> [SOURCE RECORDS]
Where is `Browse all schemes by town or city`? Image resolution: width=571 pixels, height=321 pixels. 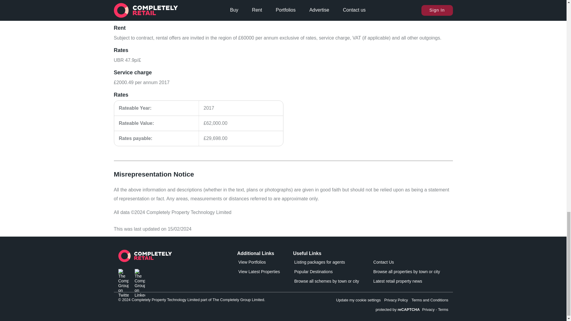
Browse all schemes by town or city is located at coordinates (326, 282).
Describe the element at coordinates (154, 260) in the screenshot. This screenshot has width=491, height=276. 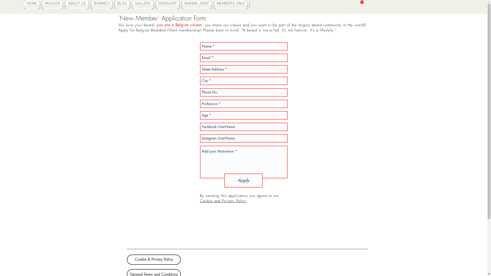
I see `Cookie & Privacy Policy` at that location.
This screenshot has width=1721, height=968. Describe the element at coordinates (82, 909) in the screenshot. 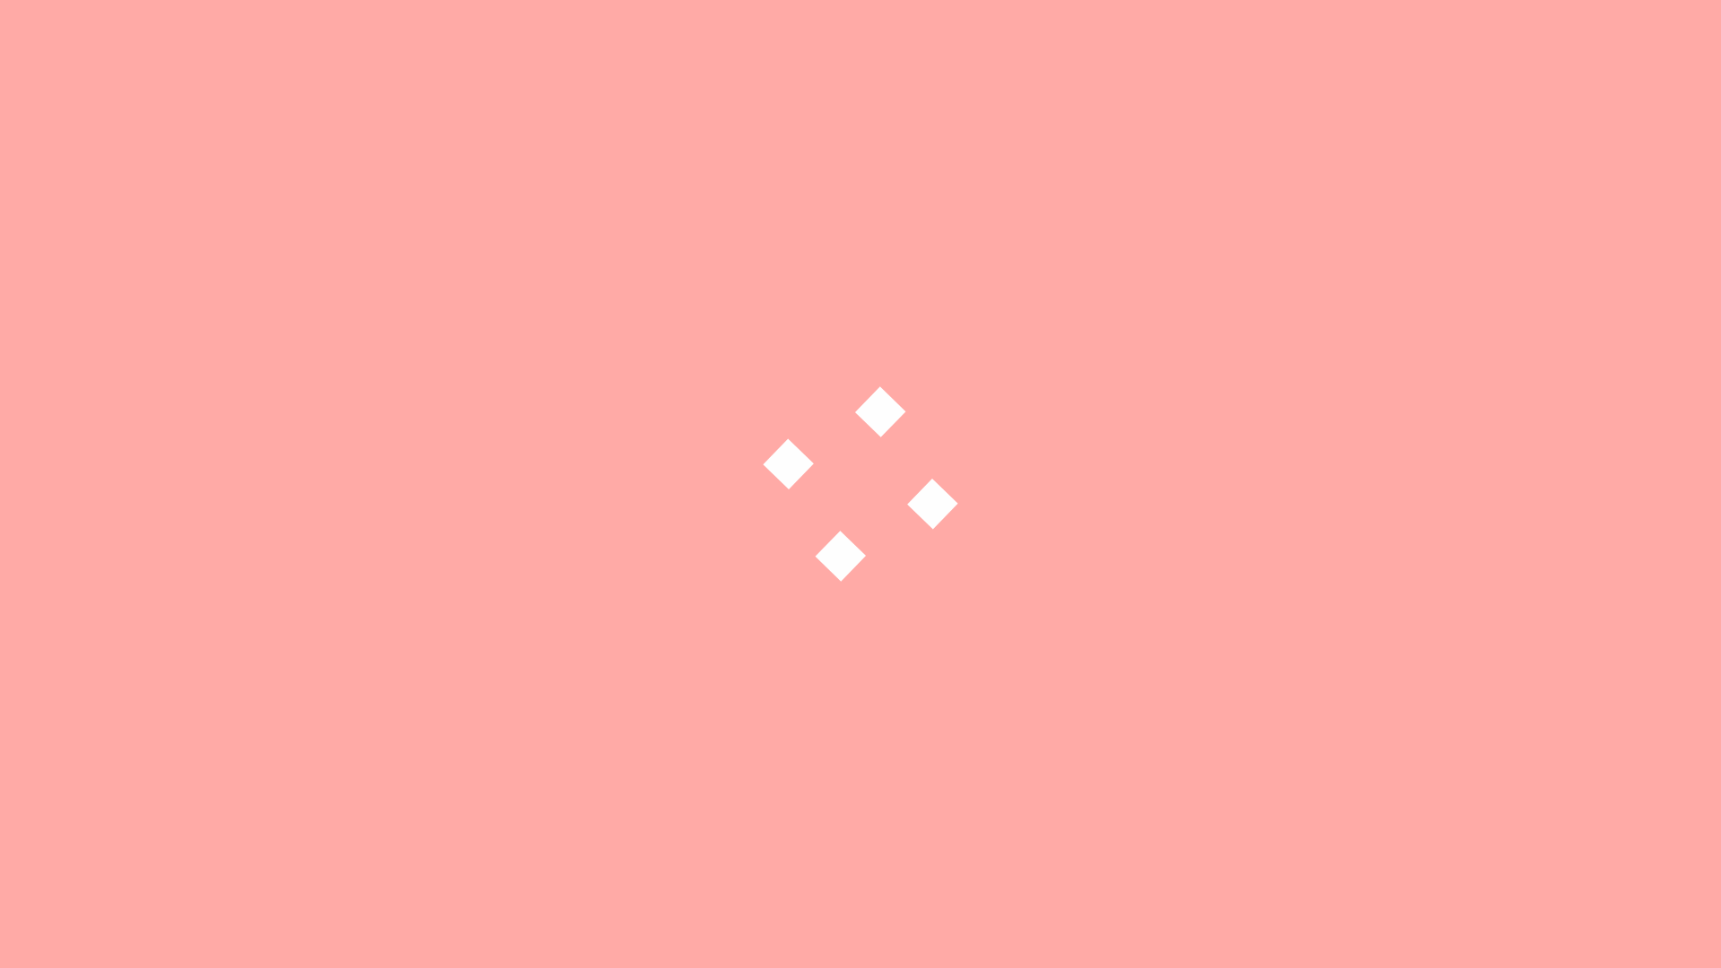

> [DESCRIPTION OF THE TASK] Starting at the line that holds "Describe the element at coordinates (154, 260)", copy each line exactly through the end of the listing, both ends included. Leave the pictures out.

> [RESULT FOR THIS EXERCISE]
Describe the element at coordinates (154, 260) in the screenshot. This screenshot has width=491, height=276. 
I see `Cookie & Privacy Policy` at that location.
This screenshot has width=1721, height=968. Describe the element at coordinates (82, 909) in the screenshot. 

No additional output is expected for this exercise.